Pragmatic “Is it a parachute?” randomized controlled trial design. Schematic of a unique, pragmatic, randomized controlled trial to evaluate if dostarlimab or other anti-PD-1 drugs are a parachute. Other “parachutes” could be nivolumab and pembrolizumab, with initial randomization between three anti-PD-1 monoclonal antibodies. If “not a parachute” events occur, like relapses with pre-specified rules (e.g., 5%, 10%, 15%), then randomization against the usual standard of care begins

This trial design has three advantages. First, it enables researchers to determine if the impressive findings of dostarlimab are a class effect of anti-PD-1 monoclonal antibodies or whether dostarlimab’s mechanism of action in this patient population is intrinsically unique. With such design, one takes the advantage of randomization to answer this question with a three-arm trial within the “parachute zone” (Fig. 1).

Second, this trial is designed for scalability, encouraging a multicenter experiment that will provide data with external validity. The benefits of receiving such strong data will ensure sound clinical and regulatory decision making.

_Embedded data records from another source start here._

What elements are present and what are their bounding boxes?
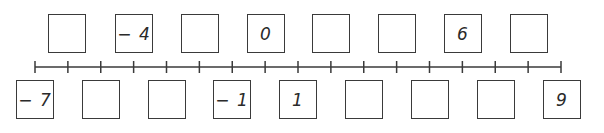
box-value: − 1: [215, 90, 248, 110]
top-box-6[interactable]: [378, 14, 416, 53]
top-box-7[interactable]: 6: [444, 14, 482, 53]
top-box-2[interactable]: − 4: [115, 14, 153, 53]
bottom-box-6[interactable]: [345, 80, 383, 119]
bottom-box-7[interactable]: [411, 80, 449, 119]
box-value: − 7: [18, 90, 51, 110]
box-value: 9: [556, 90, 568, 110]
bottom-box-4[interactable]: − 1: [213, 80, 251, 119]
bottom-box-9[interactable]: 9: [543, 80, 581, 119]
number-line-worksheet: − 4 0 6 − 7 − 1 1 9: [0, 0, 604, 133]
box-value: 0: [260, 24, 272, 44]
bottom-box-8[interactable]: [477, 80, 515, 119]
top-box-3[interactable]: [181, 14, 219, 53]
top-box-1[interactable]: [48, 14, 86, 53]
box-value: 1: [292, 90, 304, 110]
box-value: − 4: [117, 24, 150, 44]
top-box-5[interactable]: [312, 14, 350, 53]
bottom-box-5[interactable]: 1: [279, 80, 317, 119]
bottom-box-1[interactable]: − 7: [16, 80, 54, 119]
bottom-box-2[interactable]: [82, 80, 120, 119]
top-box-4[interactable]: 0: [247, 14, 285, 53]
top-box-8[interactable]: [510, 14, 548, 53]
bottom-box-3[interactable]: [148, 80, 186, 119]
box-value: 6: [457, 24, 469, 44]
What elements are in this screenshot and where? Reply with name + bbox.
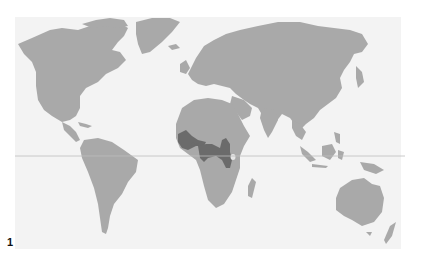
- new-guinea: [360, 162, 384, 174]
- madagascar-island: [248, 178, 256, 198]
- sumatra: [300, 146, 316, 162]
- landmasses: [18, 18, 396, 244]
- tasmania: [366, 232, 372, 236]
- south-america: [80, 138, 138, 234]
- iceland: [168, 44, 180, 50]
- philippines: [334, 132, 340, 144]
- central-america: [62, 122, 80, 142]
- australia: [336, 178, 384, 226]
- north-america: [18, 22, 128, 122]
- world-map: [0, 0, 424, 264]
- gulf-islands: [192, 143, 195, 146]
- sulawesi: [338, 150, 344, 160]
- borneo: [322, 144, 336, 160]
- java: [312, 164, 328, 168]
- japan: [356, 66, 364, 88]
- caribbean: [78, 122, 92, 128]
- british-isles: [180, 60, 190, 74]
- lake-victoria: [231, 154, 236, 160]
- figure-label: 1: [7, 236, 13, 248]
- indian-subcontinent: [260, 108, 278, 138]
- new-zealand: [384, 222, 396, 244]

Third, this pragmatic design allows for continuous accrual while in the parachute zone (i.e., until the threshold of evidence supporting one of the three therapies exceeds that of the others). If no strategy turns out to be a parachute (based on pre-specified rules), you have demonstrated that equipoise still exists (“equipoise area” in Fig. 1), justifying further randomization against surgery and chemoradiotherapy as an additional trial arm. The beauty of the trials design is that it pre-specifies under what conditions no patient will be asked to receive the historic, standard of care therapy, and allows for a tremendously successful novel drug to prove its value. Simultaneously, if future results are less than hoped for, randomization of novel to standard is triggered.

Conclusion

Efficacy results of dostarlimab in patients with mismatch repair-deficient, locally advanced rectal cancer are impressive and hence promising. As a general rule, we caution against premature claims of the drug’s parachute status and, as a consequence, exemption from investigation in RCTs. With further evidence, it is feasible that dostarlimab may rival, or possibly replace, surgery and chemoradiotherapy, especially when considering rates of toxicity and morbidity. The theoretical trial we proposed reconciles the parachute analogy with the need of randomization to answer a critical question. It is in the best interest of our patients that trialists and oncology experts alike view the results of the recent trial evaluating dostarlimab with enthusiasm, tempered by the need for a higher level of evidence. We believe our novel design balances these tensions.